Cardinals riding new kind of momentum to close out season
Dec 22, 2019, 7:20 PM | Updated: 8:49 pm
(Photo by Abbie Parr/Getty Images)
Football is built on conflict and drama. Win the conflicts and you don’t have the drama.
The Cardinals are proof. They beat Seattle by two touchdowns on Sunday, despite losing Kyler Murray to a non-contact injury. They won with bloody knuckles and a defense that held an 11-win team to 13 points.
They carry a new kind of momentum entering the final week of the season. The lynch mob has dispersed. The general manager can exhale.
The status of Murray is an obvious concern. Records will show the diminutive quarterback lasted 14.5 games before he was felled by injury. He has also played with greater velocity and ferocity the past two games, running the ball with greater purpose. Coincidence?
Murray spent most of Sunday doing to the Seahawks what Russell Wilson has done to the Cardinals for the past eight years. Let’s hope this hamstring tweak is just a fluke, and not a red flag.
Either way, it can’t diminish this triumph.
This 27-13 victory over the Seahawks continued an amazing trend of December road trips to Seattle, games that are somehow spun into heartwarming consolation prizes. The Cardinals have now won five of their last seven games in one of the NFL’s most hostile outdoor venues. These games are always riveting and always arrive just in time for the holidays. We are officially living in Seattle’s head, and it’s hard to complain about the view.
Remember Drew Stanton’s sideline dance after Andre Ellington’s clinching touchdown in 2015? The rude gestures from Carson Palmer to Seattle fans? The missed field goal that allowed Bruce Arians to win his last game as head coach in Arizona?
Sunday’s game featured an 80-yard touchdown run from Kenyan Drake, a Secretariat moment that affirmed one of Steve Keim’s really good maneuvers in 2019. It also featured money-sign gestures from Drake after his scoring plays, revealing a player in the closing sprint of a contract drive.
The Cardinals must re-sign Drake after what he’s brought to the offense. But how expensive is he getting after the past two weeks?
You can only hope the rumors are true, that Arians and Tampa will line up as a trade partner for Johnson in the offseason. Otherwise, this running back situation is about to get crowded and complicated.
Sunday’s game also featured a sideline celebration from beleaguered defensive coordinator Vance Joseph after his defense came up with a dramatic stop on third down. It was a show of emotion we haven’t seen before, along with a defensive domination 15 weeks in the making. Chandler Jones even made a play after dropping back in coverage, validating one of Joseph’s wackier strategies.
Sunday’s game featured sturdy moments from backup quarterback Brett Hundley, whose emergency response to Murray’s injury showed how much he’s been paying attention, and how connected this team is at its core. And Kliff Kingsbury’s handling of the moment shows how capable he is of calling plays under duress, at controlling the pace and strategy of a game.
The Cardinals have done some strange things down the stretch with personnel, releasing a pair of veteran starters on defense, the kind of stuff that makes you wonder about internal belief and direction of the new regime. Their two losses following the bye week were alarming given the lack of conviction and effort.
But Sunday again proved there is no zombie football on display in Arizona. Playing the Seahawks on the road has been our version of the Super Bowl for too long, but the outcomes are always worthy of celebration.
Now, the Cardinals have a chance to finish with their second three-game winning streak of the season. They can avoid double-digit losses. They can reward Kingsbury, who yearned for three wins in the final five games, thereby posting a winning record after the bye week, sticking a flag into the ground and building momentum for 2020.
Without Murray, the Cardinals have little hope of beating the Rams in Los Angeles. But Sunday’s game was proof that you never really know anything in the NFL, a day when an MVP-candidate quarterback in Wilson was shut down by an Arizona defense that specialized in making benchwarmers look like Hall of Famers.
Football is a funny sport. Every game feels like its own season. Victories inflate truth and beauty. Most losses bring a pall that covers the entire region for days. The overreactions and knee-jerk criticisms are unbecoming, out of control and precisely why we love this sport so much. Same with the glow from a single courageous performance.
Just like Sunday, and another signature victory in Seattle.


Task objective: Return all the lines below in which the string "data" appears.

Extracted records:

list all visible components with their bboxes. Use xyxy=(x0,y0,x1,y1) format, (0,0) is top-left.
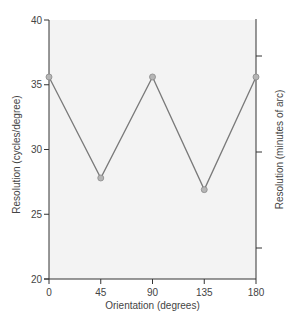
y-tick-label: 25 xyxy=(31,209,43,220)
data-point xyxy=(150,74,156,80)
y-tick-label: 35 xyxy=(31,79,43,90)
data-point xyxy=(46,74,52,80)
x-tick-label: 0 xyxy=(46,287,52,298)
resolution-chart: 2025303540 04590135180 Orientation (degr… xyxy=(0,0,299,327)
x-axis: 04590135180 xyxy=(44,279,265,298)
plot-area xyxy=(49,20,256,279)
x-tick-label: 135 xyxy=(196,287,213,298)
x-axis-label: Orientation (degrees) xyxy=(105,300,200,311)
y-tick-label: 30 xyxy=(31,144,43,155)
data-point xyxy=(98,175,104,181)
x-tick-label: 180 xyxy=(248,287,265,298)
x-tick-label: 90 xyxy=(147,287,159,298)
data-point xyxy=(253,74,259,80)
y-axis-right xyxy=(256,19,262,279)
x-tick-label: 45 xyxy=(95,287,107,298)
y-axis-label: Resolution (cycles/degree) xyxy=(11,95,22,213)
y-tick-label: 20 xyxy=(31,274,43,285)
y-tick-label: 40 xyxy=(31,15,43,26)
y-axis-left: 2025303540 xyxy=(31,15,49,285)
data-point xyxy=(201,187,207,193)
y2-axis-label: Resolution (minutes of arc) xyxy=(274,90,285,210)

Exercise output:
data-point xyxy=(150,74,156,80)
data-point xyxy=(46,74,52,80)
data-point xyxy=(98,175,104,181)
data-point xyxy=(253,74,259,80)
data-point xyxy=(201,187,207,193)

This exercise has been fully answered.